Dive Brief:
- About 2.8 million community college students took one or more humanities courses in the fall of 2015, according to a new report by Humanities Indicators.
- More than 1.7 million of those students took an English course, about 700,000 took a history course and as many as 275,000 took a philosophy course. In all, about 40% of community college students took a humanities course in 2015.
- Nearly half (47%) of the community college population enrolled at a transfer institution, compared to 12% of students who enrolled in a career or technical school. About 1.3 million students at transfer institutions, or about 41%, took a humanities course.
Dive Insight:
Community colleges have seen massive growth in their humanities programs over the past few decades. Between 1987 and 2015, the number of liberal arts associate degrees awarded by community colleges more than tripled, from about 113,300 to 363,500, according to a previous study by the Humanities Indicators.
The number of minority students pursuing humanities degrees at community colleges is also increasing, according to a separate Humanities Indicators report. About one-third (32%) of associate degrees in the humanities were awarded to black, Hispanic or Native American students in 2015, up from about 13% in 1989, the first year data was available. More minority students have been receiving associate degrees in the health and science and workforce-oriented fields as well.
Not much is known about where students who earn their associate degrees in the humanities end up, Inside Higher Ed reported. But with their strong numbers in community colleges, momentum is growing around creating better pathways through which those students can transfer to a four-year college to continue their studies. Yet few students go that route.
Although most (81%) of incoming community college students plan to enroll at a bachelor's institution, only one-third do so within six years, according to data cited by the Brookings Institution. When they do transfer, they tend to fare as well as or better than students who enrolled in a four-year college straight from high school or who transferred from another four-year institution, according to a recent report from the Jack Kent Cooke Foundation.
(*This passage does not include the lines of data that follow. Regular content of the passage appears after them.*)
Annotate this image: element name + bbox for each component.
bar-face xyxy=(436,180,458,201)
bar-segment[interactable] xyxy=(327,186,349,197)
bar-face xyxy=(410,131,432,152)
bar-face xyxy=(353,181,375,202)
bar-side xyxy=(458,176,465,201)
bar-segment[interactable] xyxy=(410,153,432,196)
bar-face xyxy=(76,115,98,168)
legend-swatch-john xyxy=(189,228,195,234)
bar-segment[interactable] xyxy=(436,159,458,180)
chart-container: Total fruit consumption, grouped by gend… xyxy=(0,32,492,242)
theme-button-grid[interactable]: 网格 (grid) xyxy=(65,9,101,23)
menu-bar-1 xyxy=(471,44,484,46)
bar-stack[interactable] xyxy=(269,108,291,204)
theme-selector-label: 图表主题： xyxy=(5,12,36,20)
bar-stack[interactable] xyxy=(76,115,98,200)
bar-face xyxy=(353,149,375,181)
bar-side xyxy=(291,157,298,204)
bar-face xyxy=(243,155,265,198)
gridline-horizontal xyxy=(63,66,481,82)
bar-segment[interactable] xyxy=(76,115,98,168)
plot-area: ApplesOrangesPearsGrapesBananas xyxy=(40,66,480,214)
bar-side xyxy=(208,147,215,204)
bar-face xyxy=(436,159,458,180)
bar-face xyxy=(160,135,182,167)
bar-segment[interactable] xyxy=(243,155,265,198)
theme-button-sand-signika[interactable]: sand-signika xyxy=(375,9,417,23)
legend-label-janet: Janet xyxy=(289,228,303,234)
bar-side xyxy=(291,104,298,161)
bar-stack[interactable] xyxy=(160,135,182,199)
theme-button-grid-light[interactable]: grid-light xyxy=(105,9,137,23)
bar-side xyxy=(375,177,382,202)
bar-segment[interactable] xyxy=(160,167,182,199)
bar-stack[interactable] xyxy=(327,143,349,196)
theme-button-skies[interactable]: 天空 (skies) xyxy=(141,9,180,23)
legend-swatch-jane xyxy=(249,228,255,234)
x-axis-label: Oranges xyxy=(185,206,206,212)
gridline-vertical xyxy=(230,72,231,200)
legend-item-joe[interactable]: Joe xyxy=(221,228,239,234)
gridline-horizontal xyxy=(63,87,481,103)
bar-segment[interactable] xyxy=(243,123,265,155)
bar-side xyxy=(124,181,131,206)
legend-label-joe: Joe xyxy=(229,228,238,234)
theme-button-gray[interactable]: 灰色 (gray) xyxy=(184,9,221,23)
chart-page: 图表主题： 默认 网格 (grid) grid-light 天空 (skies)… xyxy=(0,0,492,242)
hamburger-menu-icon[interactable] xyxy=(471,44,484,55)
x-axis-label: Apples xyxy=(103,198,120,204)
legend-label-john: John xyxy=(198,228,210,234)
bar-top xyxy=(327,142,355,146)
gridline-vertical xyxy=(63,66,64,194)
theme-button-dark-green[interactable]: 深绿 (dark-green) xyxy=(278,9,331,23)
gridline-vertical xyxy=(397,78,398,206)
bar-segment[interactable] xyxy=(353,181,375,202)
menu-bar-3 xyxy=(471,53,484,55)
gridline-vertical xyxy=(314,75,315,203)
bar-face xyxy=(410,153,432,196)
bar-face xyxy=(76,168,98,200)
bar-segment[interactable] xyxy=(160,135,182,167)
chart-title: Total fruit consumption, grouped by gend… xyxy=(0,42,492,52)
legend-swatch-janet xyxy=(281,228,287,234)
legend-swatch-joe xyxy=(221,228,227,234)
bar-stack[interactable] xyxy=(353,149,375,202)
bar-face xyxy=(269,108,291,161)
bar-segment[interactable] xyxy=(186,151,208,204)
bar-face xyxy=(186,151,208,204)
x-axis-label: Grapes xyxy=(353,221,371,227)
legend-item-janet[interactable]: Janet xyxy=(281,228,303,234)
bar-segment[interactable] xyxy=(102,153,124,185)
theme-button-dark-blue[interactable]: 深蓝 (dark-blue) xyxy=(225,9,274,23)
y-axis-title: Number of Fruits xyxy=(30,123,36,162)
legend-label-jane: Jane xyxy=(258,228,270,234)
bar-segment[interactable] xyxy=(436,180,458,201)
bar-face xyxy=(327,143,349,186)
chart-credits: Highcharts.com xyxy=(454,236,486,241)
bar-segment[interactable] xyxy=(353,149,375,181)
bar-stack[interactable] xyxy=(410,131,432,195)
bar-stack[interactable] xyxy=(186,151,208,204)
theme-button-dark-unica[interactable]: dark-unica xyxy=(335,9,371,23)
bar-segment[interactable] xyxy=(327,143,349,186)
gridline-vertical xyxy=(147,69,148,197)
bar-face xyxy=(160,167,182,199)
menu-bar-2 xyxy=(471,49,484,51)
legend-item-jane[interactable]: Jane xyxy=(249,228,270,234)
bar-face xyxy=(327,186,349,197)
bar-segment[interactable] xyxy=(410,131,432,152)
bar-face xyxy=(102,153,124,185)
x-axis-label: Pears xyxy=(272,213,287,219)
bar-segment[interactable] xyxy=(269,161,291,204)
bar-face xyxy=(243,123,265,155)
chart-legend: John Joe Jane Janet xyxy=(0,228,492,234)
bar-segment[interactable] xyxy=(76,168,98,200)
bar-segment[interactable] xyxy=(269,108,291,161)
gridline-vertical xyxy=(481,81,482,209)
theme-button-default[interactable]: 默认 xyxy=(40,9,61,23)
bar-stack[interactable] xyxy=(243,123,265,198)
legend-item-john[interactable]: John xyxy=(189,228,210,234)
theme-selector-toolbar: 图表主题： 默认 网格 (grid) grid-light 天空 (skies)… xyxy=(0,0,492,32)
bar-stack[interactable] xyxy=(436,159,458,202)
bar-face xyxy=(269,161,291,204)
Even so, only about 5% of incoming students at elite institutions are transfer students, compared to 21% of students at less competitive colleges.
To fix this so-called "leaky pipeline," particularly among liberal arts students, the Andrew W. Mellon Foundation is awarding grants to promote partnerships between two- and four-year colleges and to create more opportunities for community college students to attend high-quality bachelor's institutions.
Through one of those partnerships, the foundation has given about $1.7 million as of early 2017 to Johns Hopkins University and the Community College of Baltimore County to improve humanities courses, "strengthen faculty connections" between the two schools, and increase retention, graduation and transfer rates.
The Mellon Foundation has also used a $2 million grant to support the Cleveland Humanities Collaborative, which helps students from three Ohio community colleges transfer to Case Western Reserve University. The initiative advises and mentors students interested in earning a liberal arts degree, introduces them to Case Western's community and provides stipends to them that help lower the cost of college.
There are similar efforts underway in Seattle, Los Angeles and New York City, among other cites and states.